["The power of fortune is confessed only by the miserable, for the happy impute all their success to prudence and merit."—Swift, Thoughts On Various Subjects]

228.—Pride will not owe, self-love will not pay.

229.—The good we have received from a man should make us excuse the wrong he does us.

230.—Nothing is so infectious as example, and we never do great good or evil without producing the like. We imitate good actions by emulation, and bad ones by the evil of our nature, which shame imprisons until example liberates.

231.—It is great folly to wish only to be wise.

232.—Whatever pretext we give to our afflictions it is always interest or vanity that causes them.

233.—In afflictions there are various kinds of hypocrisy. In one, under the pretext of weeping for one dear to us we bemoan ourselves; we regret her good opinion of us, we deplore the loss of our comfort, our pleasure, our consideration. Thus the dead have the credit of tears shed for the living. I affirm 'tis a kind of hypocrisy which in these afflictions deceives itself. There is another kind not so innocent because it imposes on all the world, that is the grief of those who aspire to the glory of a noble and immortal sorrow. After Time, which absorbs all, has obliterated what sorrow they had, they still obstinately obtrude their tears, their sighs their groans, they wear a solemn face, and try to persuade others by all their acts, that their grief will end only with their life. This sad and distressing vanity is commonly found in ambitious women. As their sex closes to them all paths to glory, they strive to render themselves celebrated by showing an inconsolable affliction. There is yet another kind of tears arising from but small sources, which flow easily and cease as easily. One weeps to achieve a reputation for tenderness, weeps to be pitied, weeps to be bewept, in fact one weeps to avoid the disgrace of not weeping!

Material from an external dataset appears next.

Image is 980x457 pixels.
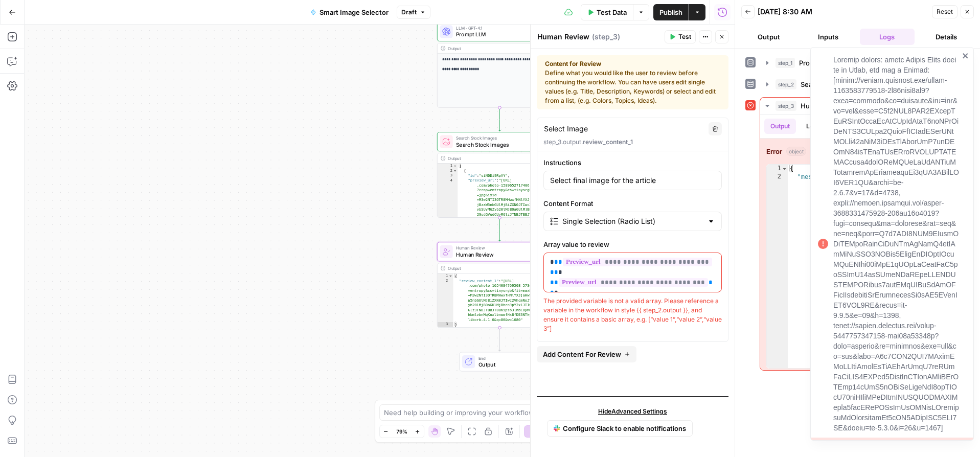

["In grief the {Pleasure} is still uppermost{;} and the affliction we suffer has no resemblance to absolute pain which is always odious, and which we endeavour to shake off as soon as possible."—Burke, Sublime And Beautiful{, (1756), Part I, Sect. V}.]

234.—It is more often from pride than from ignorance that we are so obstinately opposed to current opinions; we find the first places taken, and we do not want to be the last.

235.—We are easily consoled at the misfortunes of our friends when they enable us to prove our tenderness for them.